Decided On October 28, 1935
DECCA RAMANNA Appellant
V/S
SECYOF STATE Respondents

JUDGEMENT

(1.) The appellant brought a suit against the Secretary of State claiming a declaration of his title to certain land, a declaration that the Government have no right in that land and a permanent injunction restraining the defendant from interfering with the plaintiff's rights therein. There was also a matter of penal assessment with which we are not now concerned. The land in question consists of what is alleged to be an encroachment on the bed of a madugu or lake which lies partly within the boundaries of three villages each of which is situated in a different estate. In this appeal we are concerned, however, only with the portion of the madugu which lies in one village and one estate. The lower Courts have found that the plaintiff encroached on this land in Fasli 1333 and has no title therein that the land forms part of the bed of the madugu and is set apart for communal purposes. The lower appellate Court held that though the water of this madugu is only occasionally used for drinking and irrigation by the adjoining land owners, it serves a necessary purpose as a natural drain to receive water discharged by the neighbouring lands and its existence is necessary for the ordinary enjoyment of these lands and that it is therefore communal property. It is argued in appeal firstly that because the madugu lies partly in three different villages and in three different estates, Section 20, Madras Estates Land Act, has no application. It seems to me there is no substance in this argument, for we are now concerned with lands lying in one village and one estate and the fact that similar lands forming part of the same madugu lies in another village or in another estate in no way affects the legal position.

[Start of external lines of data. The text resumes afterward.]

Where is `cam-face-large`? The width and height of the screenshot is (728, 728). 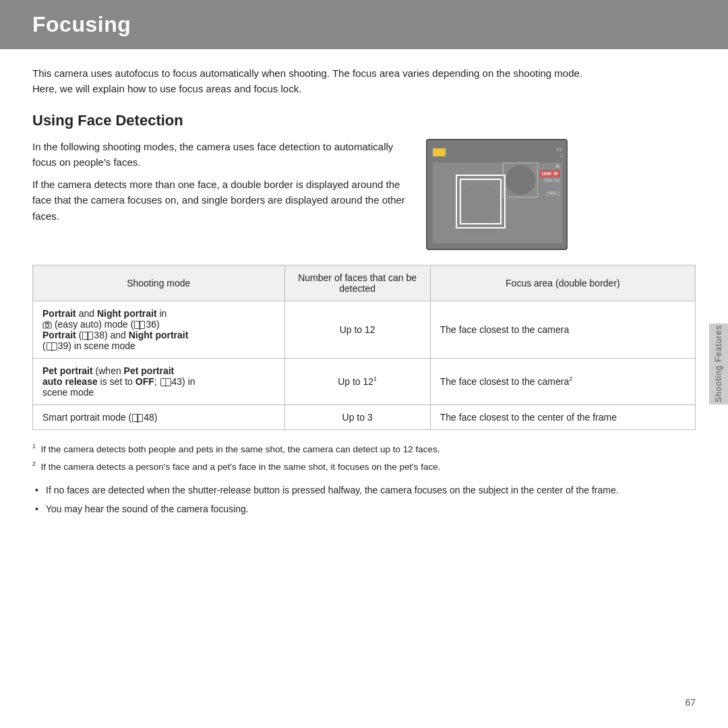
cam-face-large is located at coordinates (480, 207).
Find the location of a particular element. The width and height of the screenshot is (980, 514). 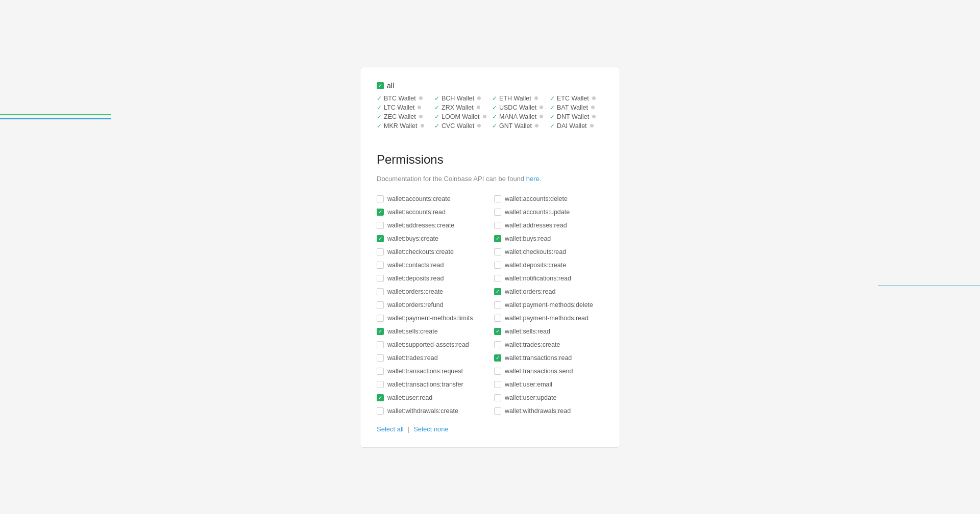

permission-item: wallet:payment-methods:limits is located at coordinates (431, 318).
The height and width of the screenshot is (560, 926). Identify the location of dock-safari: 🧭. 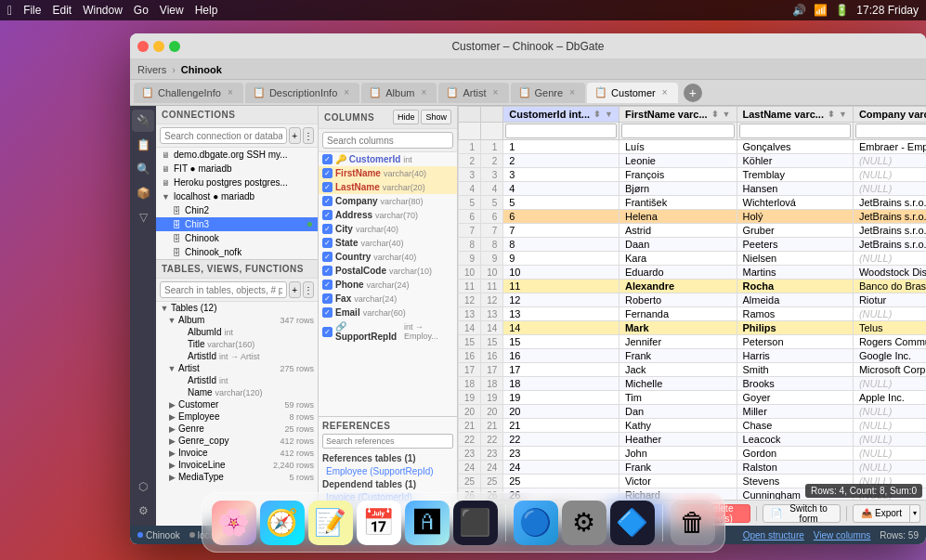
(282, 523).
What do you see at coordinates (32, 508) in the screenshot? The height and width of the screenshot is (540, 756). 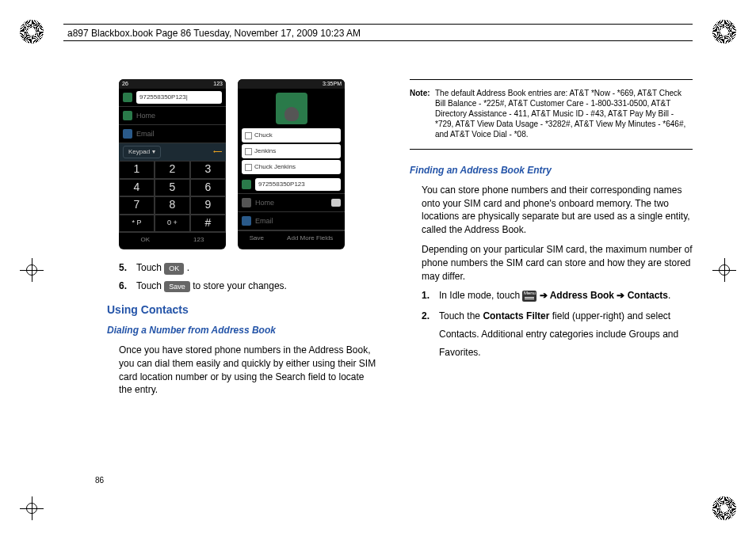 I see `cropmark-bottom-left` at bounding box center [32, 508].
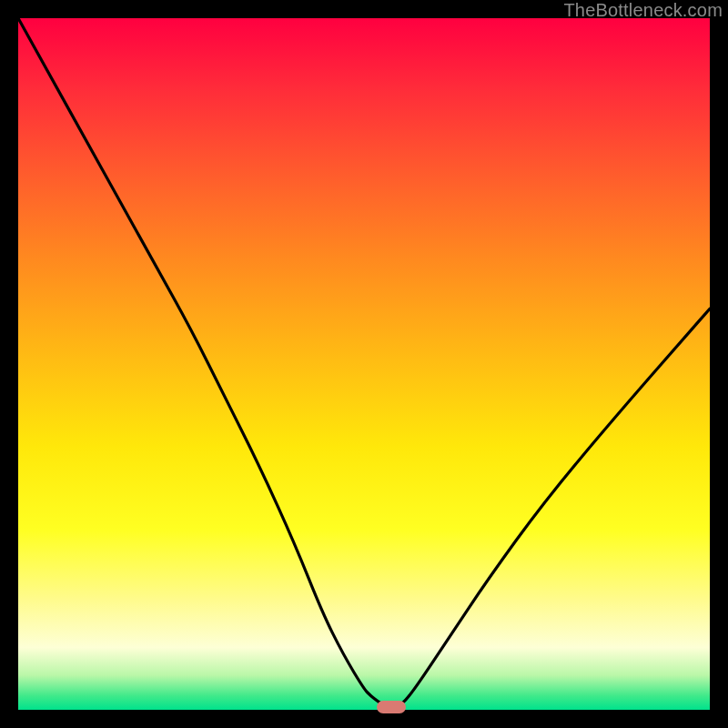 The width and height of the screenshot is (728, 728). What do you see at coordinates (391, 707) in the screenshot?
I see `minimum-marker` at bounding box center [391, 707].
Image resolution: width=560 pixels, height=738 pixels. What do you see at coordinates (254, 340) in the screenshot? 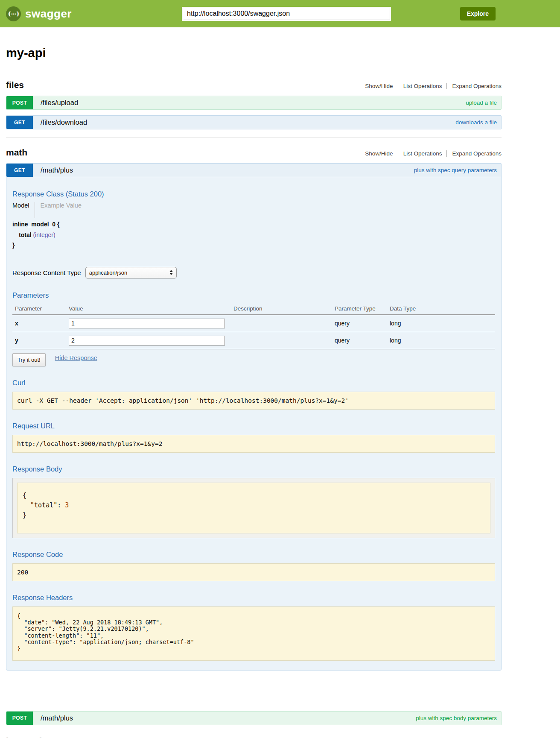
I see `table-row-param-y: y query long` at bounding box center [254, 340].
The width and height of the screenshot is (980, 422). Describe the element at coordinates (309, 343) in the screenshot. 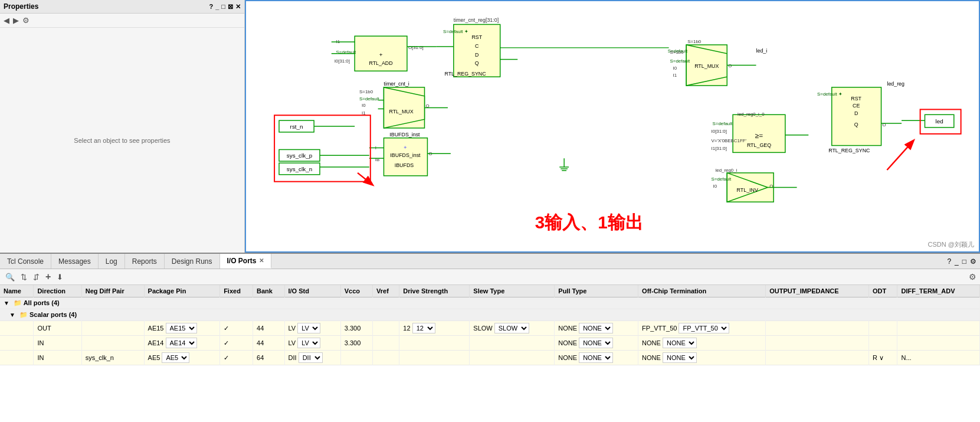

I see `io-std-dropdown-1: LV` at that location.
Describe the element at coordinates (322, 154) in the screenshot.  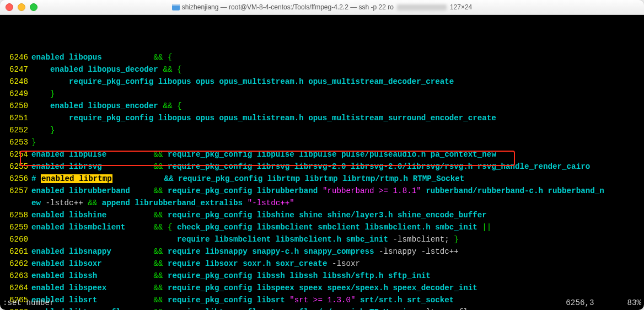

(2.) It is also argued that this madugu cannot be considered to be land set apart for the common use of the villagers because it is a natural feature and because the user of it is the exercise of a natural right existing in the holders of the adjacent lands. I have no doubt that the words set apart" indicate some reservation or earmarking of land either by Government or by the proprietor or the village community. But it seems to me quite unnecessary, and in the majority of cases impossible for a party to adduce positive proof of the precise circumstances in which communal land was originally set apart for communal purposes. It is sufficient to show that there has been some setting apart and that the land is so used. Nor do I think it necessary to assume that Section 20 only applies to land which has been artificially made available for communal use. It is a feature of village life that the village community takes advantage of the natural features of the ground in the conduct of their agricultural pursuits. Thus a high rock is used as a threshing floor though its natural features have not been altered in any way by the village community when they decide to use it for that purpose or by the proprietor when he decides to recognize that user by a classification.

(3.) In the same way a pond may be used as a drinking source without any alteration in its natural characteristics and without any act of man other than the decision to use it for the purpose for which it is naturally suited and to reserve it for that object. I do not see why a communal use should be any the less a communal use because it is a natural use. If it is convenient for the owners of land situated in the neighbourhood of a depression to reserve that depression as a drain or receptacle for the water flowing or percolating from the higher lands, that user is a common use just as much as it would be if the villagers had dug a hole in the ground for a similar purpose. As to the setting apart, the mere fact that land which is in actual use for common purposes has been earmarked by classification in the registers of the estate as communal poromboke is a sufficient indication of the reservation or setting apart such as is contemplated in Section 20. I do not think that it was the intention of Section 20 to restrict the reservation to land which has been artificially made fit for communal purposes and as there is a finding of fact of both the lower Courts that this land has been set apart for the common use of the villagers by reason of the facility for draining water from higher lands into this depression, I am precluded from going into the question whether there has been in fact a reservation or whether there is in fact a common use. In this view I dismiss the appeal with costs. Leave to appeal refused.